By David Morgan
The U.S. House of Representatives will vote on Thursday on sweeping Democratic police reform legislation that is opposed by President Donald Trump and Republicans, in the latest sign that congressional efforts to rein in police misconduct have hit an impasse.
The Democratic-controlled House is due to consider the legislation a month to the day after George Floyd’s May 25 death in police custody set off worldwide protests against police brutality. A vote is expected between 7 p.m. and 7:30 p.m. EDT(2300 and 2330 GMT).
The bill, which mandates concrete changes in laws and policies to rein in police misconduct, is widely expected to pass the House. But the Republican-led Senate is unlikely to agree to the measure as written after Senate Democrats blocked a Republican reform bill on Wednesday.
Democrats and Republicans are deadlocked over how to address racial inequities in American policing despite strong public sentiment for effective reform after Floyd died in Minneapolis after a white policeman knelt on his neck for nearly nine minutes.
Senator Tim Scott, the Senate’s only Black Republican and author of the chamber’s failed police reform bill, accused Democrats of rejecting Republican input on the House bill to deny Trump and his Republican allies a victory on an issue vital to Black America ahead of the November election.
“This is pure race politics at its worst,” Scott said on Fox News, warning that congressional inaction will leave Black Americans vulnerable to further police violence. “There will be blood on the Democrats’ hands,” he said.
The Democratic and Republican bills address similar issues: chokeholds, no-knock warrants, police body cameras, use of deadly force, and training to de-escalate confrontations with suspects and to encourage officer intervention against illegal conduct as it occurs.
Republicans oppose the Democratic bill because of mandates they say could undermine law enforcement. Democrats opposed the Republican measure for seeking reform through incentives and data collection rather than imposing changes outright.
But some lawmakers hold out hope that negotiations will ultimately produce bipartisan reforms that can be approved by both chambers of Congress and be signed into law by Trump.
“I believe we’re going to eventually put a bill on the president’s desk,” said Democratic Representative Karen Bass, chairwoman of the Congressional Black Caucus.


## WHAT IS REQUIRED
Only lines holding the word "path" should be copied from the material.

## RECORDS FOR THIS TASK
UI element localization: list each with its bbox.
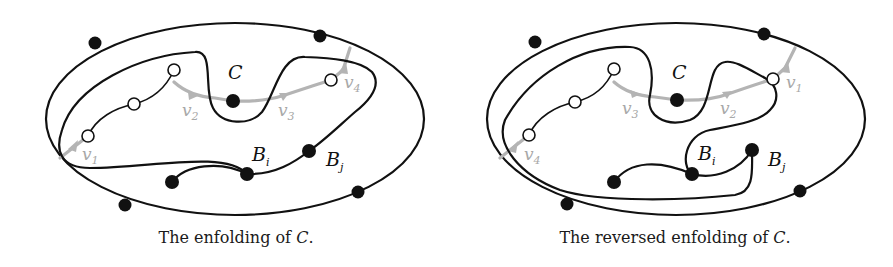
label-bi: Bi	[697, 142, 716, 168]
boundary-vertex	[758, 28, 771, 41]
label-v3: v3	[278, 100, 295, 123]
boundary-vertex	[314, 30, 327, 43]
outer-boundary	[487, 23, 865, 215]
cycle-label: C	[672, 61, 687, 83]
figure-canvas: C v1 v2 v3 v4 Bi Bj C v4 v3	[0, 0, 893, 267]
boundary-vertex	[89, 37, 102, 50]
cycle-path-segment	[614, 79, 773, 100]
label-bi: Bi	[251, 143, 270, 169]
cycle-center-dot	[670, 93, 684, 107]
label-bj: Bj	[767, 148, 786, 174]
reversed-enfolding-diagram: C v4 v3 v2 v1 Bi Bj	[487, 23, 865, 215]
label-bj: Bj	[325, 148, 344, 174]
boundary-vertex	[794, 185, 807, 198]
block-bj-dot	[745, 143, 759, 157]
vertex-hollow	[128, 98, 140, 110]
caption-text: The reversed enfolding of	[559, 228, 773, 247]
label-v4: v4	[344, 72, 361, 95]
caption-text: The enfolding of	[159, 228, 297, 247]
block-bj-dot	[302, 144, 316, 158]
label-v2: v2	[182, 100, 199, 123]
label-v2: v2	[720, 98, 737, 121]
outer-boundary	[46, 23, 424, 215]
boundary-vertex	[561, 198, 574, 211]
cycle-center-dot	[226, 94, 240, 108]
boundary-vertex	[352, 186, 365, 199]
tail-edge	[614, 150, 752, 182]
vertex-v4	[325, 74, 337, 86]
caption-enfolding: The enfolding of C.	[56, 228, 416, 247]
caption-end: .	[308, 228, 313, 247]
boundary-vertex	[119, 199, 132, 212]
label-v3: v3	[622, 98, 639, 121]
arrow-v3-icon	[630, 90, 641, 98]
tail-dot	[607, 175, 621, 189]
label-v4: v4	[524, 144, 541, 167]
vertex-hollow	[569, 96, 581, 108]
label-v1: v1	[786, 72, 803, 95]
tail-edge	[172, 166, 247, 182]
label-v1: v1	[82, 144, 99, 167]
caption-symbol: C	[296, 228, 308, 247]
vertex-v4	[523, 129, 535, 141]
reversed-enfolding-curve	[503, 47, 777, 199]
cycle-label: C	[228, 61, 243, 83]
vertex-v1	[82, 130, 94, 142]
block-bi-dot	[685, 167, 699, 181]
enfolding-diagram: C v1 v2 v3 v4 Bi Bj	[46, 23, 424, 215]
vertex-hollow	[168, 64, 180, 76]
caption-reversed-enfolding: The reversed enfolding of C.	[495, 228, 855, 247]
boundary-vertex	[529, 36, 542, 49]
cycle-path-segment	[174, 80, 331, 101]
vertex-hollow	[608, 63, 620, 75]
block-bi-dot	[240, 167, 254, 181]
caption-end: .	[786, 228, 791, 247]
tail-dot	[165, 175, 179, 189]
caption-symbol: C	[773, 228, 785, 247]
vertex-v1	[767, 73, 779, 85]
--
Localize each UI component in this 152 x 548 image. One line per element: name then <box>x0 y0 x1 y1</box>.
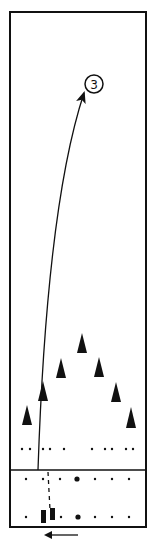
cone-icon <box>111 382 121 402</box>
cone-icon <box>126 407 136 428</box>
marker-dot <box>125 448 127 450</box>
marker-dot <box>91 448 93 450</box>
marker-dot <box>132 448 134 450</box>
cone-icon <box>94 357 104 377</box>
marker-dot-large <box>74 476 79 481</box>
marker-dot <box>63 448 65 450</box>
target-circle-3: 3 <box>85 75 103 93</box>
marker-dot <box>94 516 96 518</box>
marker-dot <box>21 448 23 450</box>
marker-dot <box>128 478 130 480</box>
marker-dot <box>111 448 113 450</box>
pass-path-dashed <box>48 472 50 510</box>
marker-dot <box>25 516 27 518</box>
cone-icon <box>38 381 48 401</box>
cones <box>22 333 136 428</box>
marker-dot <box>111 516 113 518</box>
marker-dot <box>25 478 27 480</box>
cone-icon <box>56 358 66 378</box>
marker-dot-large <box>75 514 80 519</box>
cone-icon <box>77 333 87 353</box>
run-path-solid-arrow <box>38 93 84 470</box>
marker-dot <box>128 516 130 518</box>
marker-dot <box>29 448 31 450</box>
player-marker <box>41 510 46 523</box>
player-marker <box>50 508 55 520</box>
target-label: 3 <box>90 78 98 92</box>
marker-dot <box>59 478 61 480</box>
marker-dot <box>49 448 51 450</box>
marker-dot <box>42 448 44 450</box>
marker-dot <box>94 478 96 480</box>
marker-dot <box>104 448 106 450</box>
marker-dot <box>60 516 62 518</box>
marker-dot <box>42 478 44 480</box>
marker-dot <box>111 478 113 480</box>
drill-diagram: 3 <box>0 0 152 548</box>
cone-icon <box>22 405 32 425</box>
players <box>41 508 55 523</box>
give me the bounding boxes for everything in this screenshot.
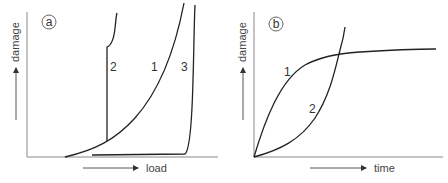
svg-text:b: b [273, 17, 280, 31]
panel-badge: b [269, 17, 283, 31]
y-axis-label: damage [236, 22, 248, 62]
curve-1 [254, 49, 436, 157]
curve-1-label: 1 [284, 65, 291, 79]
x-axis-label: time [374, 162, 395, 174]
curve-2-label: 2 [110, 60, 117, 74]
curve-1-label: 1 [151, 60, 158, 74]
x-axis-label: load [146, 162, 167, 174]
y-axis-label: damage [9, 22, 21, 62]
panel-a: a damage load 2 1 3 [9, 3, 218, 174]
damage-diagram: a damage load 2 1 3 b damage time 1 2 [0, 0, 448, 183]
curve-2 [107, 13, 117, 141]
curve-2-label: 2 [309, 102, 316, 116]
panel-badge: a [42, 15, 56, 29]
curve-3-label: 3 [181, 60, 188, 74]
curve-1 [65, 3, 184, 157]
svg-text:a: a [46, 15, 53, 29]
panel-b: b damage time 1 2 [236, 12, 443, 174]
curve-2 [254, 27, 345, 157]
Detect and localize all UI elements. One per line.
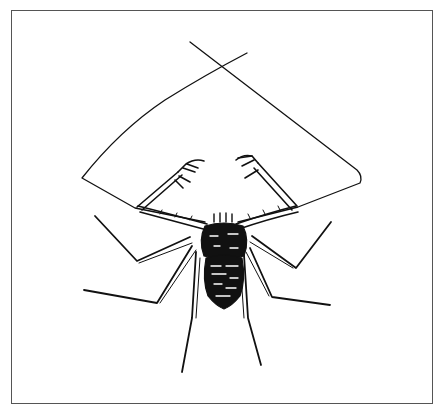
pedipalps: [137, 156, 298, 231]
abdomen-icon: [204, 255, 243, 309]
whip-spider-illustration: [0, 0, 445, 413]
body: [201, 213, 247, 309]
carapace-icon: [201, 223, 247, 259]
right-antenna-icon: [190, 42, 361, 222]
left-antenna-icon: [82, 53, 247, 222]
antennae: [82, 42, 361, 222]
---
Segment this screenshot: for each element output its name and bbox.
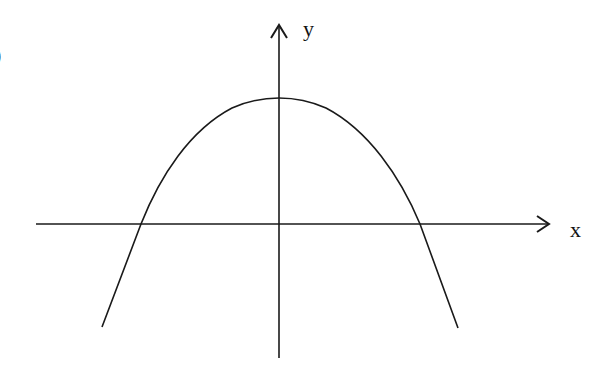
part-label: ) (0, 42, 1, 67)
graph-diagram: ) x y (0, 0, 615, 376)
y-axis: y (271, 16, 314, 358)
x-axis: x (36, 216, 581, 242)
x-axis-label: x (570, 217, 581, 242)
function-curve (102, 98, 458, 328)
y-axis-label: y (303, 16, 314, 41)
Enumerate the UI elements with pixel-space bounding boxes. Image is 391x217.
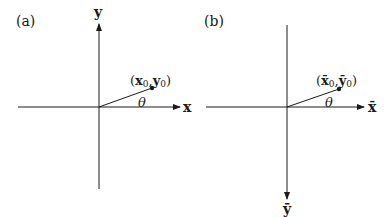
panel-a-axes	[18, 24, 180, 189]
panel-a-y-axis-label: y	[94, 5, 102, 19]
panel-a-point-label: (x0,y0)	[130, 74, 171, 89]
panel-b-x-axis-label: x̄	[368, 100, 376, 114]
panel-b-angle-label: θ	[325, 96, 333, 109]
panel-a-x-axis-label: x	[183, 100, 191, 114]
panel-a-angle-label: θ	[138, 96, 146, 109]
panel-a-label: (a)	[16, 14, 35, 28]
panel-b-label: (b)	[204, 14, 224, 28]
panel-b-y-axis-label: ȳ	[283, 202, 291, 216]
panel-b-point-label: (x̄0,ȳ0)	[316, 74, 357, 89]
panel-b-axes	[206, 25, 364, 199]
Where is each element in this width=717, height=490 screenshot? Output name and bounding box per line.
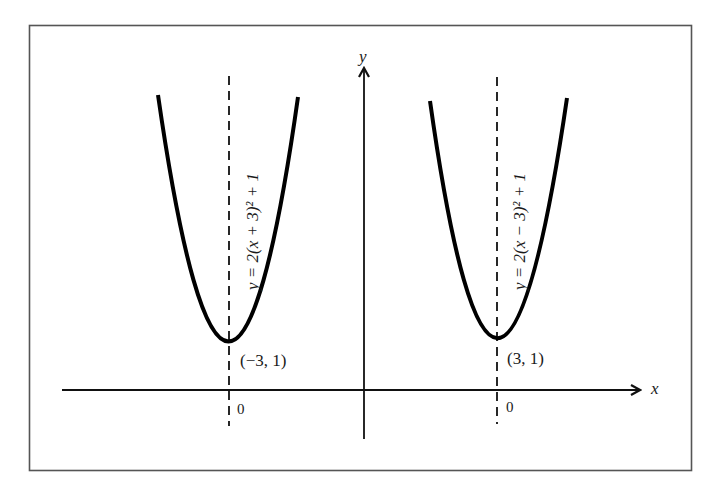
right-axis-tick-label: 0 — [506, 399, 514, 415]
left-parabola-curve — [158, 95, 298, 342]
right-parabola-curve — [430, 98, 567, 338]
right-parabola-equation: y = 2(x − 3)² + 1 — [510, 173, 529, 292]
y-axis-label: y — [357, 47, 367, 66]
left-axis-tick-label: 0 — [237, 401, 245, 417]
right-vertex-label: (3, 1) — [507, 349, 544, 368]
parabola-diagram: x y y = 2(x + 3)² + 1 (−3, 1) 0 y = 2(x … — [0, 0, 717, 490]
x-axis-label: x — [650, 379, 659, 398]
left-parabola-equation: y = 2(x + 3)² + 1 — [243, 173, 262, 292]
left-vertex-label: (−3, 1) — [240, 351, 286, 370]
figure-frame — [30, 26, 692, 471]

## TASK RESULT
cycle-path-segment	[614, 79, 773, 100]
cycle-path-segment	[174, 80, 331, 101]
pass-path-dashed <box>48 472 50 510</box>
run-path-solid-arrow <box>38 93 84 470</box>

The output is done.